In a recent email updating the status of my FOIA case, the Department of State (DoS) claims that, due to an increase in FOIA lawsuits, FOIA response times have doubled. The response times are already hopelessly behind the 21 days mandated by Congress. The Keystone Mapping Project has been waiting nearly four years for an adequate response to it’s FOIA requests.
Despite the rejection of the Keystone XL pipeline permit by the White House last month, TransCanada has vowed to revive the pipeline at a future date. The DoS’ most recent estimates for my two outstanding FOIA requests were December 2015 and July 2016. For all intents and purposes, another promised deadline has passed. In an October email the DoS blamed an increase of FOIA lawsuits on the inordinate delay:
There has also been a marked increase in the number of FOIA lawsuits filed against the Department in recent years. In FY 2014, the Department experienced a 60 percent increase in FOIA lawsuits, which presented challenges that have impeded the Department’s best efforts to process material quickly. In FY 2015, 59 new FOIA lawsuits were filed against the Department, which is a 103 percent increase when compared to the same time period during the prior fiscal year, and is more than the total number of FOIA suits filed against the Department in the entirety of FY 2014.
This significant increase in the number of FOIA lawsuits is drawing on limited and already over-burdened resources and has necessitated the continued realignment of resources to meet court-imposed deadlines associated with this increase in litigation.
If my FOIA requests are any indicator of the larger trend, it seems that the DoS may have brought this backlog upon themselves by denying requests for dubious reasons. Clearly the Keystone XL pipeline’s mapping data required for evaluation of the Keystone FEIS, SEIS, and FSEIS, as well as the contracts and agreements with the authors of those reports, are the property of and in the possession of the DoS. That the DoS has projected months and years of delay in producing these documents is baffling, particularly now that the Keystone XL has been rejected by the White House. By encouraging lawsuits, the DoS only further degrades FOIA response times.
One has to wonder if such delays are a bug or a feature.
Over the intervening years of the Keystone battle alternative pipelines have been built to skirt the delayed northern segment of the Keystone XL. In 2013 the White House fast tracked permitting of the southern Gulf Coast segment by approving a Keystoe Nationwide Permit 12, thereby sidestepping environmental review on hundreds of pipeline waterbody crossings. Opening of the Gulf Coast segment relieved a petroleum delivery bottleneck to Texas refineries. This not only accelerated tar sands delivery to world markets from alternative pipelines, but also increased midwest gas prices by lowering the cost of delivery of unrefined midwest oil to domestic markets.
Now, just in time for Christmas, more deals have come down the chimneys of the fossil fuel industry. Only a week after Paris COP 2, while you were distracted by the hysteria over wars with fanatics in a desert far, far away (the real ones for oil, the imagined for merchandising), Congress lifted the oil export ban (see KMP posts on the ban). This will further flood world markets with cheap American domestic oil and fracked natural gas.
Saving gas is no longer for patriots, but chumps.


Exercise prompt: Line by line, restate the material word for word, omitting any image.

•••

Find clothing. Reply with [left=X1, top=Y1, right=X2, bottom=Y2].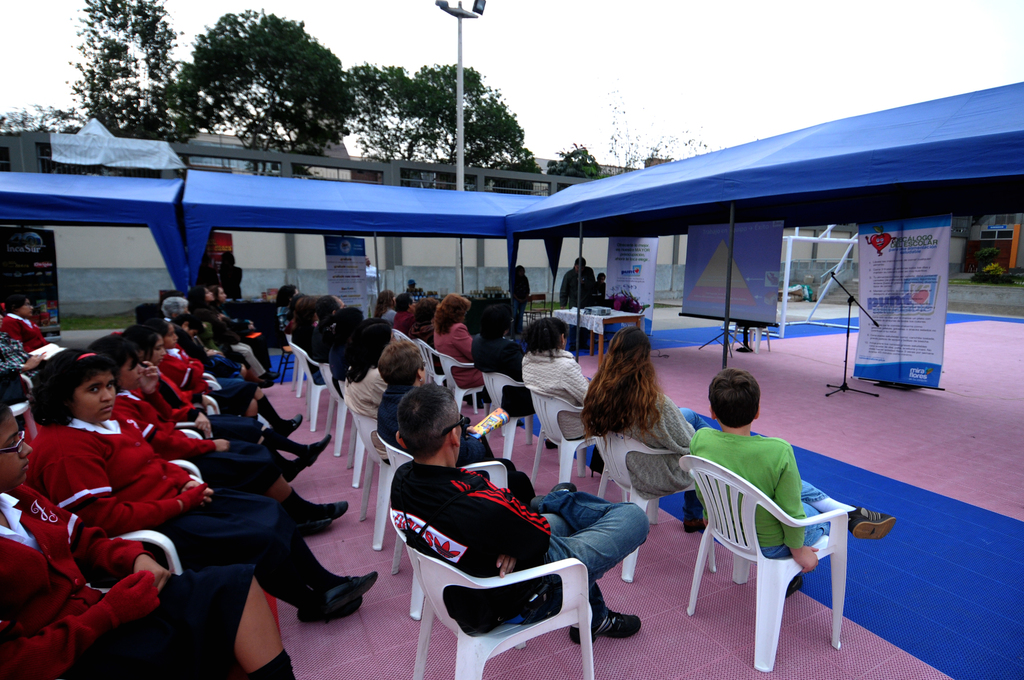
[left=409, top=323, right=445, bottom=376].
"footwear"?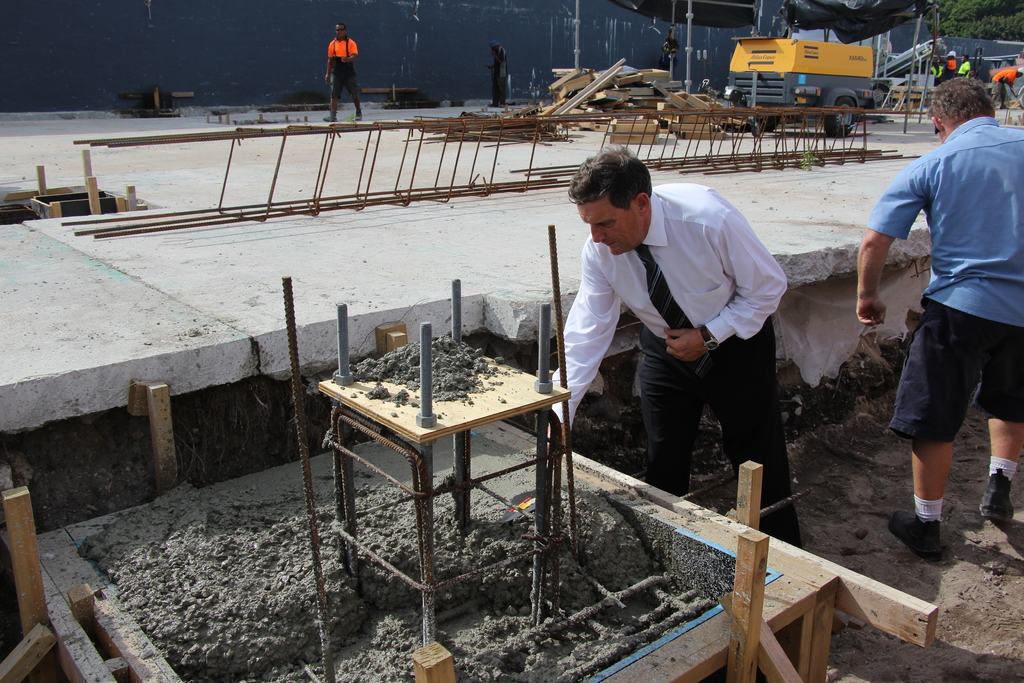
l=890, t=511, r=938, b=563
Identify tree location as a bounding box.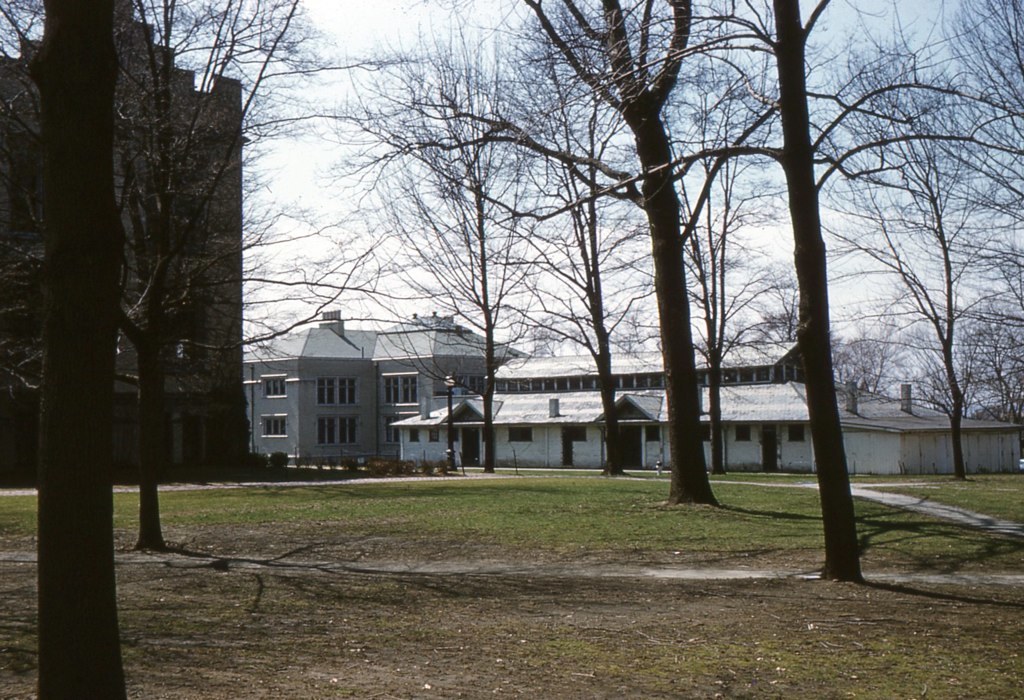
locate(25, 35, 283, 553).
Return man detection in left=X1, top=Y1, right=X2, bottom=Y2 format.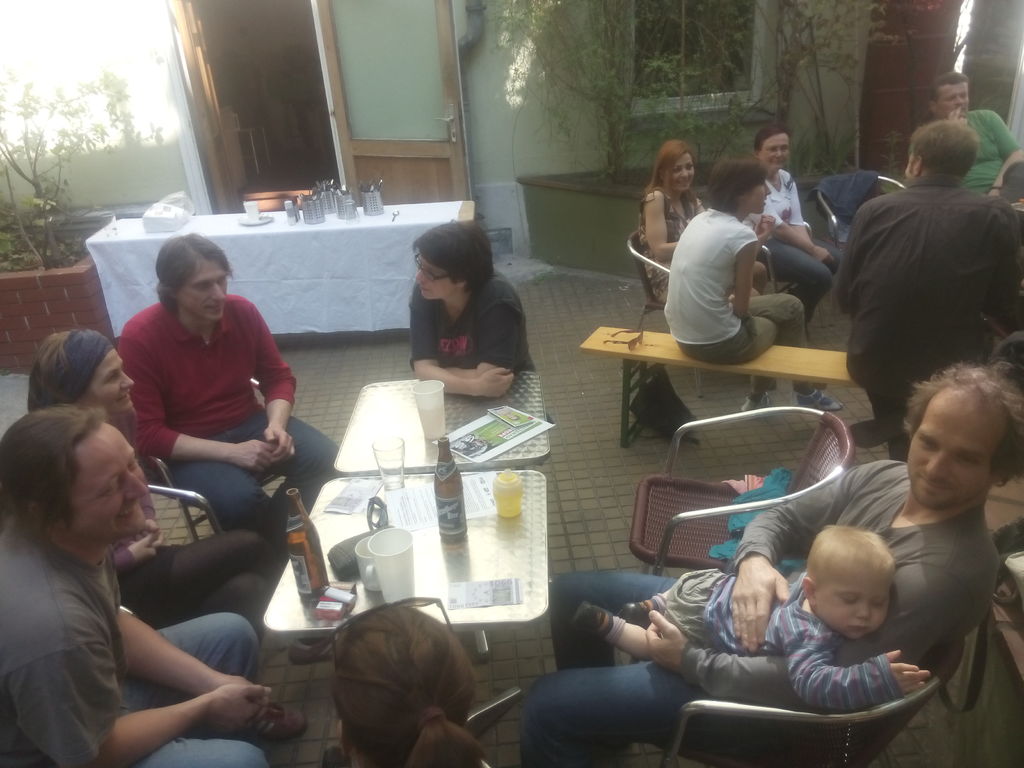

•••

Output of the task:
Find clothing. Reply with [left=X1, top=Y1, right=X2, bottom=Y2].
[left=409, top=323, right=445, bottom=376].
"footwear"?
l=890, t=511, r=938, b=563
Identify tree location as a bounding box.
locate(25, 35, 283, 553).
Return man detection in left=X1, top=Y1, right=X2, bottom=Y2 format.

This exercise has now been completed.